Beyond workflow reuse, the platform team typically owns: the container base images that all services build from, the shared Helm chart library that all services deploy with, the contract testing broker that all service pipelines publish to, and the observability dashboards that show the health of every service's pipeline and deployment. This platform layer is the investment that makes independent deployability sustainable at scale — without it, each team reinvents the same pipeline infrastructure separately, and every security patch or performance improvement must be applied fifty times instead of once.

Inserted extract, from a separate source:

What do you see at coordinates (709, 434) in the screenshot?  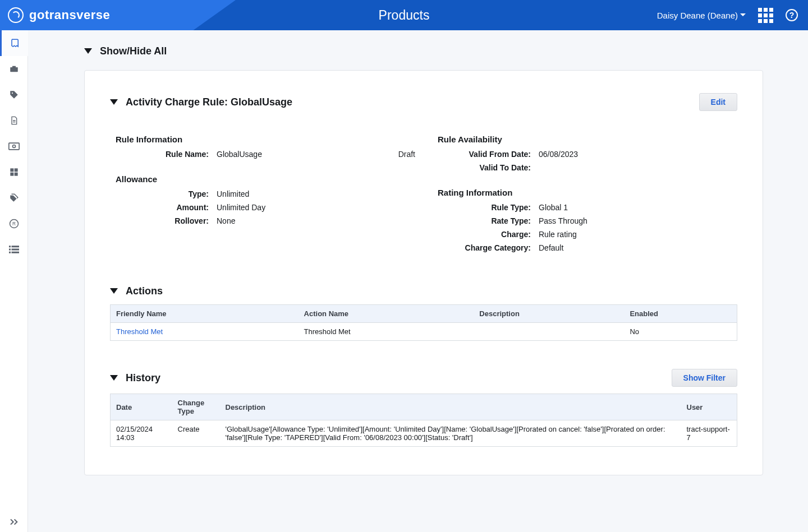 I see `history-user-cell: tract-support-7` at bounding box center [709, 434].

Warning: A Shared Integration Environment for All Services Destroys Independent Deployability
The most common way teams undermine their own microservices architecture is by creating a shared staging environment where all twenty services must be running and healthy before any one of them can deploy to production. This environment becomes the single most expensive maintenance burden in the organisation — it is perpetually broken because twenty services are always in various states of in-progress changes, every deployment of every service creates a new opportunity for the environment to become unhealthy, and debugging which service broke it consumes engineering time that should be spent on features. Replace shared integration environments with contract testing, and deploy each service to its own isolated staging environment scoped to that service alone.
Key Takeaways from This Lesson
Teacher's Note
If your team has a shared staging environment where all microservices must be healthy before any one can deploy, count how many hours per week are spent debugging that environment rather than shipping features — that number is the business case for contract testing.
Practice Questions
Answer in your own words — then check against the expected answer.

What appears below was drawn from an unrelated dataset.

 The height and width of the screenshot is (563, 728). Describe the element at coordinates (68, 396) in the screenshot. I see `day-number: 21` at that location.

1. What is the property that defines a true microservices architecture from a CI/CD perspective — the ability to build, test, and deploy any service without requiring coordination with, or dependency on, the state of any other service?
2. What is the name of the centralised service — used alongside the Pact contract testing framework — that stores consumer-generated pact files and allows provider pipelines to retrieve and verify them, enabling contract testing across dozens of services without direct service-to-service coordination?
3. What API versioning pattern — also used for database migrations — allows a provider to make a breaking change by first adding the new version alongside the old (so consumers can migrate at their own pace), then removing the old version once all consumers have updated?
Lesson Quiz
1. A team with 15 microservices builds a shared staging environment where all 15 services must be running and passing integration tests before any one service can deploy to production. What fundamental CI/CD problem does this create?
2. A new checkout flow requires simultaneous changes to the frontend, payment service, and order service. The teams need the feature to appear atomic to users but want to preserve independent deployability. What pattern achieves both?
3. An organisation has 40 microservices, each with its own pipeline YAML that duplicates the same build and deploy logic. A security patch requires updating the Node.js version in every pipeline. What architecture change would make this a single update rather than 40 pull requests?
Up Next · Lesson 32
CI/CD for Monolithic Applications
Not every system is microservices — and monoliths have their own CI/CD challenges. Lesson 32 covers how to apply modern pipeline practices to large, single-deployment applications without the coordination overhead of distributed systems.